Music review: Russian State Symphony Orchestra/Valentin Uryupin

You'd probably expect a big Russian orchestra to be able to play Tchaikovsky's Swan Lake suite in its sleep. No doubt the players of the Russian State Symphony Orchestra, who opened the Usher Hall's new Sunday Classics season, know the well-worn warhorse inside out, but there was no sense of over-familiarity (or slumber) in their gleaming performance under young Russian conductor Valentin Uryupin. This was searching, provocative stuff, hot-headed and impulsive in its climaxes, tremulous and remarkably fluid in its quiet introspection, urged on by Uryupin's unconventional gestures '“ sometimes a bit jerky, but unfailingly effective.
The Russian Symphony OrchestraThe Russian Symphony Orchestra
The Russian Symphony Orchestra

Their closing Rachmaninov Second Symphony cast the conductor and orchestra’s clearly intense relationship on a grander scale. And while there could perhaps have been a little more snarling violence to the rather well-behaved scherzo, it was a grand, sweeping account nonetheless, one that showcased the ensemble’s velvety strings and piquant wind and brass. Its slow movement was tender in its restraint, its finale delivered as great swelling waves of music crashing over the enthusiastic audience.

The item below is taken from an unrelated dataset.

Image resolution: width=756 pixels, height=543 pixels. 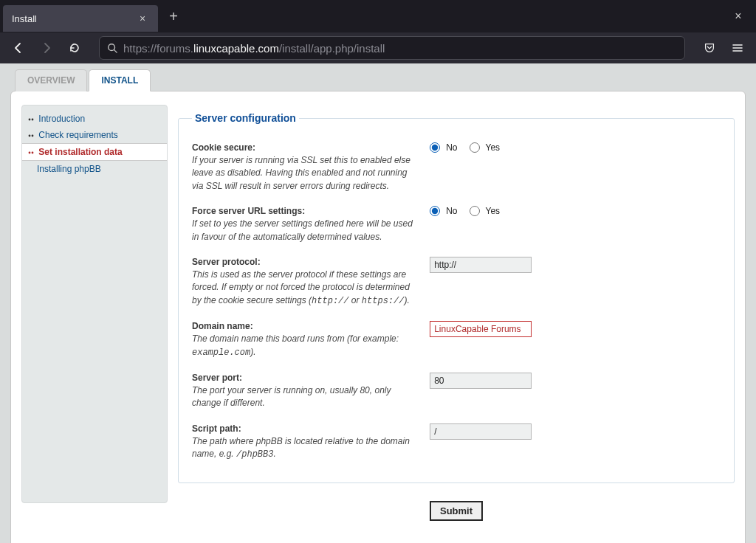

In between came a very grown-up Shostakovich Second Piano Concerto from Irish pianist Barry Douglas. It might have been written for his pianist son’s graduation concert, but for Douglas and Uryupin, the Concerto’s youthful playfulness hid something far darker. From the snappy, spiky, heavily accented opening, there was a wonderfully menacing, manic edge to their account – put aside somewhat in their caressing slow movement, but returning in the biting, chilly clarity of the finale. Though Douglas’s eagerness to push forward threatened ensemble at times, it was a brilliant, perceptive reading.